Scorched Temple
From a work in progress.
Apr 25, 2026 · 2 min read
There was a garden inside her of overgrown grass and uneven walking paths floating over thick mangrove roots and mud puddles. The mud water rippled where the ocean tide swept in to dance with fresh water from her deceased grandmother's forest. The creatures hiding in these soft waves were not scary. Neither were the creatures in the trees. They were all part of the garden, and the garden was her.
Along her path of grasses, brackish mud and tree roots lay rocky outcroppings like temples. They marked life's memories, in no apparent order. She collected flowers along her way that she might use to decorate them as she passed. This temple was the one that hurt. This one came with joy. This one had crumbled and she barely recalled its origins, but perhaps the memory was sad and maybe it had fallen because she did not want to keep it. Sometimes a temple blocked the path, or its falling rocks pushed her to sea to drown--that was the only thing she was scared of here--and she would learn to move boulders out of her way until the temple was planted in its place in her garden, where she could tend to it, learn from it, heal from it.
She was generally free to explore, allowing for the occasional moments of caution. There was a blackened temple in the water, wrapped with winding mangrove roots, that she approached rarely, or she may lose her footing. It had swept her to sea more than once now, and with it she felt immense grief but she could not, for the life of her, recall why. She would prefer it gone. She had no need for it. No memory to keep. No lesson to learn. But still, it stood.
Her mind’s garden was large and the path was long and winding. She saw its beauty. It's bright and deep colors. She smelled its musk and fresh brine. Along its edges, grandmother's forest birds called from a time when the forest blossomed. She had made all of it hers. Hers to remember. Hers to keep. Her garden temples, too, were hers. They were hers to smile at. Hers to heal from. She was an adult, and already had decades of memories living within her. They were even hers to destroy and forget, if for the best.
But the blackened temple in the water, scorch marked almost as if burned, and wrapped with the winding mangrove roots, still stood. It filled her with untold sorrow whenever she dared pass.
The garden may be herself and hers, but this temple was hers to avoid.
Author’s note: Thank you for reading my draft! I have a place for it in my current work in progress, which explores memories and the price of forgetting. Photo is my own.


* [What to do] The whole listing, pictures aside, should be reproduced exactly.

* [Dataset content]
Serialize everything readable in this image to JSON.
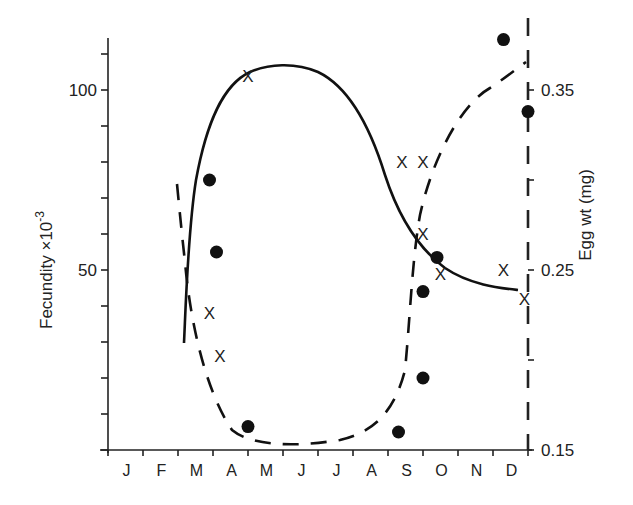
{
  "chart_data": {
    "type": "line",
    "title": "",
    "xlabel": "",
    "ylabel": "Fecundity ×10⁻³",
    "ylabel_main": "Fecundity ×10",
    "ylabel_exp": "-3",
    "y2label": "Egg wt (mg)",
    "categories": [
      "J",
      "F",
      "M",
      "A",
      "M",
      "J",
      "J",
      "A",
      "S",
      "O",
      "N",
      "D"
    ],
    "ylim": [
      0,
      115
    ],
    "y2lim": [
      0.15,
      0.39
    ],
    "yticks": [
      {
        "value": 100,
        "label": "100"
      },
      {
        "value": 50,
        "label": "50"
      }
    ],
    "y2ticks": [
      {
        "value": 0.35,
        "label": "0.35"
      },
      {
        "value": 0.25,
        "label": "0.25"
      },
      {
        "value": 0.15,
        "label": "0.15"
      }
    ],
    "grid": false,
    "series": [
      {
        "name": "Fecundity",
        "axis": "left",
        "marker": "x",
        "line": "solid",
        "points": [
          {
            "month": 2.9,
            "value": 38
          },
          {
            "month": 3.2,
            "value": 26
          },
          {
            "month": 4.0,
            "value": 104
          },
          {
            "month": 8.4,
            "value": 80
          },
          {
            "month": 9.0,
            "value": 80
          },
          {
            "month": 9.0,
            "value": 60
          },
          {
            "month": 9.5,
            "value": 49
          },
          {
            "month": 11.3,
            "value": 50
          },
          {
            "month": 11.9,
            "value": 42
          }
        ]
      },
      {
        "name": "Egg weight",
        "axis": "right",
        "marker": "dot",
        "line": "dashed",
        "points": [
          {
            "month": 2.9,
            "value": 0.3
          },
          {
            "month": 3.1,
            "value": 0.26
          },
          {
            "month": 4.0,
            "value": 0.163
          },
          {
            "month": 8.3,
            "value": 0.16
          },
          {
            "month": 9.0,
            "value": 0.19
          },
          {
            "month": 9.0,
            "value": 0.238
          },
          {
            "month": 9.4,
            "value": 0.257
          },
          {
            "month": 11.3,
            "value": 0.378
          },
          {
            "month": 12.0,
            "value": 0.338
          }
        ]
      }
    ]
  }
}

* [Exercise output]
Serialize everything readable in this image to JSON.
{
  "chart_data": {
    "type": "line",
    "title": "",
    "xlabel": "",
    "ylabel": "Fecundity ×10⁻³",
    "ylabel_main": "Fecundity ×10",
    "ylabel_exp": "-3",
    "y2label": "Egg wt (mg)",
    "categories": [
      "J",
      "F",
      "M",
      "A",
      "M",
      "J",
      "J",
      "A",
      "S",
      "O",
      "N",
      "D"
    ],
    "ylim": [
      0,
      115
    ],
    "y2lim": [
      0.15,
      0.39
    ],
    "yticks": [
      {
        "value": 100,
        "label": "100"
      },
      {
        "value": 50,
        "label": "50"
      }
    ],
    "y2ticks": [
      {
        "value": 0.35,
        "label": "0.35"
      },
      {
        "value": 0.25,
        "label": "0.25"
      },
      {
        "value": 0.15,
        "label": "0.15"
      }
    ],
    "grid": false,
    "series": [
      {
        "name": "Fecundity",
        "axis": "left",
        "marker": "x",
        "line": "solid",
        "points": [
          {
            "month": 2.9,
            "value": 38
          },
          {
            "month": 3.2,
            "value": 26
          },
          {
            "month": 4.0,
            "value": 104
          },
          {
            "month": 8.4,
            "value": 80
          },
          {
            "month": 9.0,
            "value": 80
          },
          {
            "month": 9.0,
            "value": 60
          },
          {
            "month": 9.5,
            "value": 49
          },
          {
            "month": 11.3,
            "value": 50
          },
          {
            "month": 11.9,
            "value": 42
          }
        ]
      },
      {
        "name": "Egg weight",
        "axis": "right",
        "marker": "dot",
        "line": "dashed",
        "points": [
          {
            "month": 2.9,
            "value": 0.3
          },
          {
            "month": 3.1,
            "value": 0.26
          },
          {
            "month": 4.0,
            "value": 0.163
          },
          {
            "month": 8.3,
            "value": 0.16
          },
          {
            "month": 9.0,
            "value": 0.19
          },
          {
            "month": 9.0,
            "value": 0.238
          },
          {
            "month": 9.4,
            "value": 0.257
          },
          {
            "month": 11.3,
            "value": 0.378
          },
          {
            "month": 12.0,
            "value": 0.338
          }
        ]
      }
    ]
  }
}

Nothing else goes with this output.